Modems are not a requirement, at all. They just happen to be the common case in many parts of the world because they allow usage of existing (quite often old) telephony or cable television infrastructure to provide internet access.
In many of the more developed parts of the world though (except the US, because we're still essentially a third-world country when it comes to internet access outside of very large cities), it is far more common to have 'Ethernet in the first/last mile' (that is, the final link from the ISP to the client demarcation point (usually a gateway or NAT router) is Ethernet of some sort, with 'first/last mile' referring to that link specifically). In most places, this translates to a fiber-optic link to the ISP, but in dense residential buildings such as apartments, it's much more common for it to be Cat5e (or if you're lucky Cat6) UTP cabling (that is, 'regular' Ethernet cabling).

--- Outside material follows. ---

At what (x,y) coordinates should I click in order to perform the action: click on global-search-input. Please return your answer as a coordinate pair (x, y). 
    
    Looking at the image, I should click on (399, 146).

In such setups, there's no need for a modem at all, because you're not tunneling Ethernet or IP over a different type of physical link (such as X.25, ISDN, or DOCSIS). You will usually need a router though (and should have one even if you don't need it because it provides an extra layer of security).

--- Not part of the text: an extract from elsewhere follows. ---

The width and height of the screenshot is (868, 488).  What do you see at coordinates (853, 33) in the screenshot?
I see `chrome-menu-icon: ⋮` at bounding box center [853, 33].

In your particular case, either your apartment is set up like this (that is, you have a centralized link to the ISP which is then distributed through a switch to each of the apartments), or you have a single centralized modem which is handled in the same way.
As an aside, there really may be no modem here at all. While the internet, in it's infancy, did originally rely a lot on connections over analogue communications channels like phone lines, that hasn't been the case for the core of the internet for multiple decades. Modems have only hung on because ISPs are cheap bastards who don't want to invest in newer infrastructure until there's no other option (this is also why we're still stuck using IPv4 more than 20 years after IPv6 was developed). Outside of that first/last mile, you won't find modems involved in internet access in most parts of the world unless you're quite literally in the middle of nowhere. The modern internet runs on fiber Ethernet links between major data centers, and has nothing to do with analogue communications infrastructure.
The real irony here is that a lot of the traditionally analogue telecommunications industries are migrating to running on the modern fiber network infrastructure the core of the internet runs over. A lot of bigger phone companies are already using VoIP on their internal networks instead of historical analogue network protocols like X.25 and ISDN, and even many cable and satellite television services are moving the same direction.
So the modem must be somewhere on the ISP reseller side
-- There may not be a modem at all. A modem is used when the digital signal is being sent via a sinusoidal carrier. If the signal is being sent digitally, there won't be a modem. This would be done by using long distance fiber to an ISP where they would be connected via other long distance fiber.